Drug Treatment Courts and Their Progeny in the U.S.: Overcoming Their Winding Trajectory to Make the Concept Work for the Long Term
10 Pages Posted: 28 Aug 2017
Date Written: August 25, 2017
Abstract
Looking back over the past quarter century of justice system initiatives in the U.S., many will likely agree that the introduction of the drug court model has been one of the major innovations that occurred. For the field of court administration, it represented a practical application of Differentiated Case Management (DCM) principles – e.g. the recognition that all cases filed in a court system are not alike and that multiple paths for their disposition should be created for the purpose of both efficiency and justice. For the larger field of justice system operations, it represented a re-examination of the traditional approach for criminal case processing and a jumpstart to creating partnerships with agencies outside of the justice system per se – in this case, public health – in order to more efficiently and effectively manage the case disposition process for certain criminal cases not productively handled through the traditional criminal case process.
For the legal profession, specifically – judges, prosecutors, defense counsel – it opened up the opportunity to use the leverage of the criminal justice system to utilize therapeutic approaches to the disposition of cases that did not lend themselves to the traditional punitive criminal case disposition approach – e.g., cases involving what later became recognized as the chronic disease of addiction and associated mental health disorders. Of particular import was that these nontraditional approaches were being instituted in an era of mandatory sentencing. All of these developments occurred within the framework of the constitutional and legal procedures, including “due process protections” that govern the criminal process and none of the founding drug court leaders ever intended for the drug court model to operate outside of that framework.
The focus of this article is upon the evolution of the drug court model in the U.S. since it was first introduced – not always a straightforward path as anticipated by the early developers of the model – and discussion of a few of the numerous issues that implementation of the drug court model has raised as new generations of leaders become involved, often without the institutional perspective of those who initially instituted the program, and suggestions for moving forward to promote the long term institutionalization of the drug court model within the constitutional and legal framework that applies to the U.S. criminal justice process.
The observations and recommendations which follow draw on the author’s experience in providing technical assistance and training to over 800 drug courts in the U.S. since 1989, much of which is documented in technical assistance reports, training curricula, and presentations at state, regional and national conferences.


» What this task involves
Search the data below for "known" and report how many lines contain it, with no other text.

(Extracts from a graphics dataset)
========

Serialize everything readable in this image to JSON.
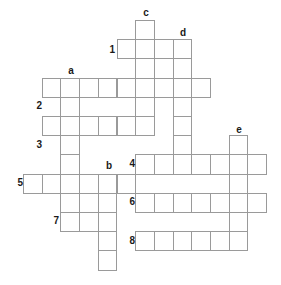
{
  "puzzle": {
    "type": "crossword-grid",
    "width": 281,
    "height": 285,
    "cell_size": 18.7,
    "cell_height": 19.2,
    "origin_x": 23,
    "origin_y": 20,
    "border_color": "#9a9a9a",
    "label_color": "#1a1a1a",
    "background_color": "#ffffff",
    "across_entries": [
      {
        "label": "1",
        "row": 1,
        "col_start": 5,
        "length": 4
      },
      {
        "label": "2",
        "row": 3,
        "col_start": 1,
        "length": 9
      },
      {
        "label": "3",
        "row": 5,
        "col_start": 1,
        "length": 5
      },
      {
        "label": "4",
        "row": 7,
        "col_start": 6,
        "length": 7
      },
      {
        "label": "5",
        "row": 8,
        "col_start": 0,
        "length": 6
      },
      {
        "label": "6",
        "row": 9,
        "col_start": 6,
        "length": 7
      },
      {
        "label": "7",
        "row": 10,
        "col_start": 2,
        "length": 3
      },
      {
        "label": "8",
        "row": 11,
        "col_start": 6,
        "length": 6
      }
    ],
    "down_entries": [
      {
        "label": "a",
        "col": 2,
        "row_start": 3,
        "length": 8
      },
      {
        "label": "b",
        "col": 4,
        "row_start": 8,
        "length": 5
      },
      {
        "label": "c",
        "col": 6,
        "row_start": 0,
        "length": 6
      },
      {
        "label": "d",
        "col": 8,
        "row_start": 1,
        "length": 6
      },
      {
        "label": "e",
        "col": 11,
        "row_start": 6,
        "length": 6
      }
    ],
    "row_number_labels": [
      {
        "text": "1",
        "x": 103,
        "y": 45
      },
      {
        "text": "2",
        "x": 30,
        "y": 101
      },
      {
        "text": "3",
        "x": 30,
        "y": 140
      },
      {
        "text": "4",
        "x": 123,
        "y": 159
      },
      {
        "text": "5",
        "x": 11,
        "y": 178
      },
      {
        "text": "6",
        "x": 123,
        "y": 197
      },
      {
        "text": "7",
        "x": 47,
        "y": 216
      },
      {
        "text": "8",
        "x": 123,
        "y": 236
      }
    ],
    "column_letter_labels": [
      {
        "text": "a",
        "x": 65,
        "y": 66
      },
      {
        "text": "b",
        "x": 103,
        "y": 161
      },
      {
        "text": "c",
        "x": 140,
        "y": 8
      },
      {
        "text": "d",
        "x": 177,
        "y": 28
      },
      {
        "text": "e",
        "x": 233,
        "y": 125
      }
    ]
  }
}
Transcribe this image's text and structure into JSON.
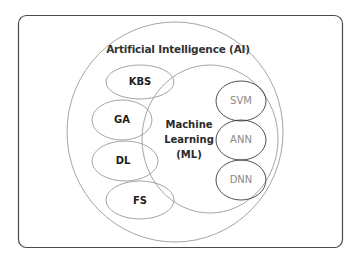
{
  "diagram": {
    "type": "nested-venn",
    "frame": {
      "stroke": "#4a4a4a"
    },
    "ai": {
      "label": "Artificial Intelligence (AI)",
      "stroke": "#9a9a9a"
    },
    "ml": {
      "label_lines": [
        "Machine",
        "Learning",
        "(ML)"
      ],
      "stroke": "#9a9a9a"
    },
    "ai_subfields": [
      {
        "label": "KBS"
      },
      {
        "label": "GA"
      },
      {
        "label": "DL"
      },
      {
        "label": "FS"
      }
    ],
    "ml_subfields": [
      {
        "label": "SVM"
      },
      {
        "label": "ANN"
      },
      {
        "label": "DNN"
      }
    ],
    "colors": {
      "light_stroke": "#9a9a9a",
      "dark_stroke": "#3c3c3c",
      "ml_item_text": "#8a8a8a"
    }
  }
}
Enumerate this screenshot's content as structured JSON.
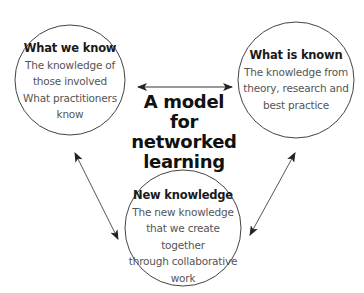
{
  "diagram": {
    "title_lines": [
      "A model for",
      "networked",
      "learning"
    ],
    "nodes": [
      {
        "id": "what-we-know",
        "heading": "What we know",
        "lines": [
          "The knowledge of",
          "those involved",
          "What practitioners",
          "know"
        ]
      },
      {
        "id": "what-is-known",
        "heading": "What is known",
        "lines": [
          "The knowledge from",
          "theory, research and",
          "best practice"
        ]
      },
      {
        "id": "new-knowledge",
        "heading": "New knowledge",
        "lines": [
          "The new knowledge",
          "that we create together",
          "through collaborative",
          "work"
        ]
      }
    ],
    "edges": [
      {
        "from": "what-we-know",
        "to": "what-is-known",
        "type": "bidirectional"
      },
      {
        "from": "what-we-know",
        "to": "new-knowledge",
        "type": "bidirectional"
      },
      {
        "from": "what-is-known",
        "to": "new-knowledge",
        "type": "bidirectional"
      }
    ],
    "colors": {
      "outline": "#444444",
      "heading_text": "#1a1a1a",
      "body_text": "#555555",
      "background": "#ffffff"
    }
  }
}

========

» Result of this exercise
4